Log in or create a free Rosenverse account to watch this video.
Log in Create free account100s of community videos are available to free members. Conference talks are generally available to Gold members.
How UX researchers can partner with (and not be replaced by) AI [Advancing Research Community Workshop Series]
This video is featured in the AI Trends in User Research playlist.
Summary
Four of your research colleagues discussed and defended their respective positions (below) on the impact of AI on user research. Participants engaged in a discussion and Q&A, facilitated by Dr. Jamika D. Burge. “AI has the potential to be the researcher's best friend, by doing all the heavy lifting associated with analysis - but it also has the potential to cause unimaginable damage”. – Nick Fine “Researchers absolutely must learn to create AI prompts. Not only will prompt engineering become an essential, required research skill, but it will also offer a much-needed opportunity to rethink our role as facilitators of change.” – Alexandra Jayeun Lee Soon, AI will be able to utilize the participant's feedback as a prompt to create RITE design variations on the fly, offering the researcher multiple flow options organically and in real time, which will radically transform our research practice.” – Greg Nudelman “UX Researchers can reinvent themselves as “delightful ethicists” who oversee ethics on critical issues when generative AI supplies abundant solutions without providing the why." – Bo Wang
Key Insights
-
•
AI poses both great risks and opportunities for UX research, with validity and bias being central concerns.
-
•
Inexperienced researchers relying on AI outputs without critical judgment risk spreading inaccurate insights.
-
•
Prompt engineering is emerging as a fundamental skill for UX researchers, similar to how coding became essential for designers.
-
•
AI can automate repetitive design tasks and rapid prototyping, enabling faster iteration and freeing researchers for higher-level strategy.
-
•
Moderated usability testing will not be fully replaced by AI due to the irreplaceable nature of human empathy and adaptive interaction.
-
•
UX researchers should evolve into 'delightful ethicists' leading ethical AI practices and guarding against 'dark AI' and synthetic users.
-
•
Ethics in AI extends beyond moral principles to everyday product decisions and protecting users from harm.
-
•
Bias is inherent in AI training data and tools; researchers must call out, understand, and address such bias explicitly.
-
•
Demonstrating tangible business value by linking user research to outcomes remains essential for maintaining researcher relevance.
-
•
Collective learning across disciplines and broadening AI literacy within the research community is critical to navigate AI’s impact.
Notable Quotes
"AI has as much capacity to do as much harm as it does good."
"It takes an experienced researcher to be able to wrangle AI prompts to have any chance of getting good work."
"Learning prompt engineering will make us better researchers in the same way coding helped designers."
"The best large language model is right under your nose: the human brain with 300,000 years of ancestral development."
"AI gives us superpowers to do rapid iterative testing and evaluation much faster than before."
"We should reinvent UX researchers to be delightful ethicists leading ethical concerns in AI adoption."
"AI cannot do empathy; moderated usability testing requires the human ability to pivot and connect."
"AI is biased by design; assume bias is in there, call it out, and then address it."
"User research's value lies in linking user needs and pain points directly to business profit and loss."
"If we don’t advocate for understanding AI, more decisions will be made without researchers, leading to unjust outcomes."
Or choose a question:
More Videos
"We aligned engineering, product management, and design with the exact same goals so no one could succeed while another failed."
Julie BaherCulture Change—My Journey
May 14, 2015
"You can’t put the toothpaste back in the tube once biased AI harms your brand or users."
Jay BustamanteNavigating the Ethical Frontier: DesignOps Strategies for Responsible AI Innovation
October 2, 2023
"The best way to build trust and bond in teams is just breaking bread together and sharing meals."
Jennifer Bolduc Diane Gregorio Emily DayWhat's involved with getting people back to work?: A panel discussion
July 1, 2021
"Most people have a marketing or sales strategy, but many research leaders look puzzled when asked about their research strategy."
Chris Geison Cristen Torrey Eric MahlstedtWhat is Research Strategy?: A Panel of Research Leaders Discuss this Emergent Question
March 4, 2021
"Each organization's design ops team looks a little different, but the foundations are the same."
Jilanna WilsonDistributed DesignOps Management
February 26, 2019
"If you measure an infinite number of customers, every change would be statistically significant, but not every change would be meaningful."
Landon BarnesAre My Research Findings Actually Meaningful?
March 10, 2022
"Civic design lets us nuance the full range of citizens’ behavior, which often isn’t purely rational."
Christian BasonInnovating With People: Unleashing the Potential of Civic Design
December 8, 2021
"We were spending 90% of our resource responding to tactical queries or performance reporting — essentially marking everyone's homework."
Catherine BlizzardUsing Integrated Insight to Drive Growth
March 10, 2022
"We need to reject the notion that work is our only identity."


* PROBLEM STATEMENT *
Only the pictures stay out; every record is to be quoted exactly.
┌──
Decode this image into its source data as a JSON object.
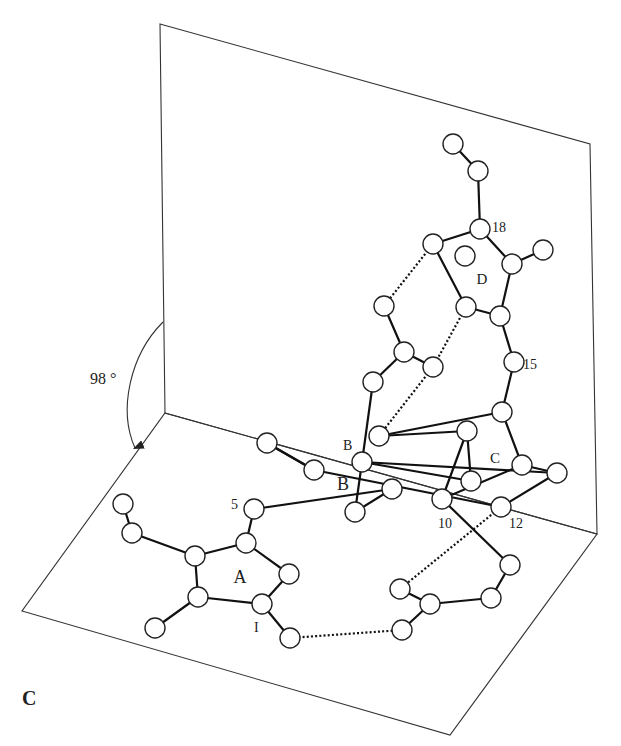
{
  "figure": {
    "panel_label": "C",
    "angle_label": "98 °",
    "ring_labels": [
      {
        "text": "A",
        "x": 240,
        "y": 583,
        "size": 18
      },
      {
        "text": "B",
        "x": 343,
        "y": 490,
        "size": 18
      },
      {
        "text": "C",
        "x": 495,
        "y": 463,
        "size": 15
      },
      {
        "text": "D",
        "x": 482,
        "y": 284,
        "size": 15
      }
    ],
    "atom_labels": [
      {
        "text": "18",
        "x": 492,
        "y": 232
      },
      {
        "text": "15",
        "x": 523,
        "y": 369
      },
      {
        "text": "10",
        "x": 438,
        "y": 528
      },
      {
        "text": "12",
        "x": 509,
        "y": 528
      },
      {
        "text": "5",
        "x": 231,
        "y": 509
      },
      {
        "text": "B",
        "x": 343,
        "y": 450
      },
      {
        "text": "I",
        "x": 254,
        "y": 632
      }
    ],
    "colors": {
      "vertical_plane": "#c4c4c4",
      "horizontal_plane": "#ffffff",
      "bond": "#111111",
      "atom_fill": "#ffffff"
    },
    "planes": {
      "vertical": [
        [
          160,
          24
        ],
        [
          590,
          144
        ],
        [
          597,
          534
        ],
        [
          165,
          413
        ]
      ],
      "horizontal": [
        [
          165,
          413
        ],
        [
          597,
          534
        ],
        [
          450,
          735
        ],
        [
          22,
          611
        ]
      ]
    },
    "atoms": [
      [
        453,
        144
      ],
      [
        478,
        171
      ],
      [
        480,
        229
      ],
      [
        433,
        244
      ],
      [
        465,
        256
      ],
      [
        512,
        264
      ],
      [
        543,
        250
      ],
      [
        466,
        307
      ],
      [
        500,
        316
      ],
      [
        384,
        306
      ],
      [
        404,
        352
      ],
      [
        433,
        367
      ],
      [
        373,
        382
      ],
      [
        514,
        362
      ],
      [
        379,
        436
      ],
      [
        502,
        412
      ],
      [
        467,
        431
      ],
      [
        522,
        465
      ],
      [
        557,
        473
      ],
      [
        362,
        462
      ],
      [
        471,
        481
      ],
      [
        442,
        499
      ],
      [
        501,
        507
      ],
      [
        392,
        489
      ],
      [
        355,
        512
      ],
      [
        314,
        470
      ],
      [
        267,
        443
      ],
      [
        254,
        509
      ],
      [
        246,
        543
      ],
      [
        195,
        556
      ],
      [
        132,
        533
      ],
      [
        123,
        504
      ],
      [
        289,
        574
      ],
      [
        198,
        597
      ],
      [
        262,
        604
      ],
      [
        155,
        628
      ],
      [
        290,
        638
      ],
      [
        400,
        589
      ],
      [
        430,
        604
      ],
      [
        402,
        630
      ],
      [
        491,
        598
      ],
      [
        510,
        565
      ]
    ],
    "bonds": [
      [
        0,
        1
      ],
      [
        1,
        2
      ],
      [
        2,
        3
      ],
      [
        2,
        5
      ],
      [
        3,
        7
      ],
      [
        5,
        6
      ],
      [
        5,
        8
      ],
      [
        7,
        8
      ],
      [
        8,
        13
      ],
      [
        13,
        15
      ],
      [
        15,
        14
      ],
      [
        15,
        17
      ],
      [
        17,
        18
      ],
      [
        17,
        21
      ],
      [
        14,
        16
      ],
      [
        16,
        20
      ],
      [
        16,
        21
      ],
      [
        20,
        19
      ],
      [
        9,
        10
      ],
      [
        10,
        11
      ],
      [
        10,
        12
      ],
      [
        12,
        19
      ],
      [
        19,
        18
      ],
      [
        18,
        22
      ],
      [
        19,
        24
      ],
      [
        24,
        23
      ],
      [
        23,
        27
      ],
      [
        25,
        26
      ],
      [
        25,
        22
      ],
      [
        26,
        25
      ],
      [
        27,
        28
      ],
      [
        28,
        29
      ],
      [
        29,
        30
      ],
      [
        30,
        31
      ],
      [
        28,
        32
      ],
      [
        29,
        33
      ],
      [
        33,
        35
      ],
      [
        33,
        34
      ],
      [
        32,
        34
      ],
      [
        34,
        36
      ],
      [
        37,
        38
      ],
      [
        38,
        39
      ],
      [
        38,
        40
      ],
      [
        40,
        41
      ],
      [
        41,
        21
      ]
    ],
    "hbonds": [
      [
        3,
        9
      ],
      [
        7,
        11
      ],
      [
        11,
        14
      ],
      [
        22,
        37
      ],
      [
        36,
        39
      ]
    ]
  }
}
└──
* EXERCISE SOLUTION *
Decode this image into its source data as a JSON object.
{
  "figure": {
    "panel_label": "C",
    "angle_label": "98 °",
    "ring_labels": [
      {
        "text": "A",
        "x": 240,
        "y": 583,
        "size": 18
      },
      {
        "text": "B",
        "x": 343,
        "y": 490,
        "size": 18
      },
      {
        "text": "C",
        "x": 495,
        "y": 463,
        "size": 15
      },
      {
        "text": "D",
        "x": 482,
        "y": 284,
        "size": 15
      }
    ],
    "atom_labels": [
      {
        "text": "18",
        "x": 492,
        "y": 232
      },
      {
        "text": "15",
        "x": 523,
        "y": 369
      },
      {
        "text": "10",
        "x": 438,
        "y": 528
      },
      {
        "text": "12",
        "x": 509,
        "y": 528
      },
      {
        "text": "5",
        "x": 231,
        "y": 509
      },
      {
        "text": "B",
        "x": 343,
        "y": 450
      },
      {
        "text": "I",
        "x": 254,
        "y": 632
      }
    ],
    "colors": {
      "vertical_plane": "#c4c4c4",
      "horizontal_plane": "#ffffff",
      "bond": "#111111",
      "atom_fill": "#ffffff"
    },
    "planes": {
      "vertical": [
        [
          160,
          24
        ],
        [
          590,
          144
        ],
        [
          597,
          534
        ],
        [
          165,
          413
        ]
      ],
      "horizontal": [
        [
          165,
          413
        ],
        [
          597,
          534
        ],
        [
          450,
          735
        ],
        [
          22,
          611
        ]
      ]
    },
    "atoms": [
      [
        453,
        144
      ],
      [
        478,
        171
      ],
      [
        480,
        229
      ],
      [
        433,
        244
      ],
      [
        465,
        256
      ],
      [
        512,
        264
      ],
      [
        543,
        250
      ],
      [
        466,
        307
      ],
      [
        500,
        316
      ],
      [
        384,
        306
      ],
      [
        404,
        352
      ],
      [
        433,
        367
      ],
      [
        373,
        382
      ],
      [
        514,
        362
      ],
      [
        379,
        436
      ],
      [
        502,
        412
      ],
      [
        467,
        431
      ],
      [
        522,
        465
      ],
      [
        557,
        473
      ],
      [
        362,
        462
      ],
      [
        471,
        481
      ],
      [
        442,
        499
      ],
      [
        501,
        507
      ],
      [
        392,
        489
      ],
      [
        355,
        512
      ],
      [
        314,
        470
      ],
      [
        267,
        443
      ],
      [
        254,
        509
      ],
      [
        246,
        543
      ],
      [
        195,
        556
      ],
      [
        132,
        533
      ],
      [
        123,
        504
      ],
      [
        289,
        574
      ],
      [
        198,
        597
      ],
      [
        262,
        604
      ],
      [
        155,
        628
      ],
      [
        290,
        638
      ],
      [
        400,
        589
      ],
      [
        430,
        604
      ],
      [
        402,
        630
      ],
      [
        491,
        598
      ],
      [
        510,
        565
      ]
    ],
    "bonds": [
      [
        0,
        1
      ],
      [
        1,
        2
      ],
      [
        2,
        3
      ],
      [
        2,
        5
      ],
      [
        3,
        7
      ],
      [
        5,
        6
      ],
      [
        5,
        8
      ],
      [
        7,
        8
      ],
      [
        8,
        13
      ],
      [
        13,
        15
      ],
      [
        15,
        14
      ],
      [
        15,
        17
      ],
      [
        17,
        18
      ],
      [
        17,
        21
      ],
      [
        14,
        16
      ],
      [
        16,
        20
      ],
      [
        16,
        21
      ],
      [
        20,
        19
      ],
      [
        9,
        10
      ],
      [
        10,
        11
      ],
      [
        10,
        12
      ],
      [
        12,
        19
      ],
      [
        19,
        18
      ],
      [
        18,
        22
      ],
      [
        19,
        24
      ],
      [
        24,
        23
      ],
      [
        23,
        27
      ],
      [
        25,
        26
      ],
      [
        25,
        22
      ],
      [
        26,
        25
      ],
      [
        27,
        28
      ],
      [
        28,
        29
      ],
      [
        29,
        30
      ],
      [
        30,
        31
      ],
      [
        28,
        32
      ],
      [
        29,
        33
      ],
      [
        33,
        35
      ],
      [
        33,
        34
      ],
      [
        32,
        34
      ],
      [
        34,
        36
      ],
      [
        37,
        38
      ],
      [
        38,
        39
      ],
      [
        38,
        40
      ],
      [
        40,
        41
      ],
      [
        41,
        21
      ]
    ],
    "hbonds": [
      [
        3,
        9
      ],
      [
        7,
        11
      ],
      [
        11,
        14
      ],
      [
        22,
        37
      ],
      [
        36,
        39
      ]
    ]
  }
}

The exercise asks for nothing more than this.